Consider the problem of extracting alphabets from a huge string.
One way to do is
''.join([c for c in hugestring if c.isalpha()])
The mechanism is clear: The list comprehension generates a list of characters. The join method knows how many characters it needs to join by accessing the length of the list.
Other way to do is
''.join(c for c in hugestring if c.isalpha())
Here the generator comprehension results in a generator. The join method does not know how many characters it is going to join because the generator does not possess len attribute. So this way of joining should be slower than the list comprehension method.
But testing in python shows that it is not slower. Why is this so? Can anyone explain how join works on a generator.
To be clear:
sum(j for j in range(100))
doesn't need to have any knowledge of 100 because it can keep track of the cumulative sum. It can access the next element using the next method on the generator and then add to the cumulative sum. However, since strings are immutable, joining strings cumulatively would create a new string in each iteration. So this would take lot of time.
When you call str.join(gen)
where gen
is a generator, Python does the equivalent of list(gen)
before going on to examine the length of the resulting sequence.
Specifically, if you look at the code implementing str.join
in CPython, you'll see this call:
fseq = PySequence_Fast(seq, "can only join an iterable");
The call to PySequence_Fast
converts the seq
argument into a list if it wasn't a list or tuple already.
So, the two versions of your call are handled almost identically. In the list comprehension, you're building the list yourself and passing it into join
. In the generator expression version, the generator object you pass in gets turned into a list
right at the start of join
, and the rest of the code operates the same for both versions..
join()
does not need to be implemented as a sequential appending of elements of the sequence to a longer and longer accumulated string (which would indeed be very slow for long sequences); it just needs to produce the same result. So join()
is probably just appending characters to some internal memory buffer, and creating a string from it at the end. The list comprehension construct, on the other hand, needs to first construct the list (by traversing hugestring
's generator), and only then let join()
begin its work.
Also, I doubt that join()
looks at the list's length, since it can't know that each element is a single character (in most cases, it won't be) - it probably just obtains a generator from the list.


WHAT THE EXERCISE ASKS:
Go through the material and return every line that contains the string "Unlimited".
════════
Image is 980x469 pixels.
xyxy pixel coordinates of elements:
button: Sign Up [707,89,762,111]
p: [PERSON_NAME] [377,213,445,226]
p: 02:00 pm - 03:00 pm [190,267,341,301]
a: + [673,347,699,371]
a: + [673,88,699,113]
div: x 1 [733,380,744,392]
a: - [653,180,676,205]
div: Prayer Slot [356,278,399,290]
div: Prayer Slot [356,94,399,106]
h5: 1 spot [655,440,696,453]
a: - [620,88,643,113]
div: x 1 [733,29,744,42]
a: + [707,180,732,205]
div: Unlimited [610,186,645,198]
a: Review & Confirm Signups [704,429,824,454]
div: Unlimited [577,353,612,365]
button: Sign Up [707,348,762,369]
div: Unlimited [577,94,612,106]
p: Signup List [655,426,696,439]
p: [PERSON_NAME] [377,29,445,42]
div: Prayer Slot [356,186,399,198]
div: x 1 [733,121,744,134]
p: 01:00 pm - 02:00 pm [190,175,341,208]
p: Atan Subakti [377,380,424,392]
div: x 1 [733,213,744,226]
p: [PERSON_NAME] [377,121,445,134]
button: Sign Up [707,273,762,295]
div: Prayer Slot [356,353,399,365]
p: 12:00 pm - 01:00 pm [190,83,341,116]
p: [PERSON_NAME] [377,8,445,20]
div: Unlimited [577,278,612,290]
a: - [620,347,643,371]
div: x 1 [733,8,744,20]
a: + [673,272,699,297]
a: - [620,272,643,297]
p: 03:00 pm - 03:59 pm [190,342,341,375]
════════
TASK ANSWER:
div: Unlimited [610,186,645,198]
div: Unlimited [577,353,612,365]
div: Unlimited [577,94,612,106]
div: Unlimited [577,278,612,290]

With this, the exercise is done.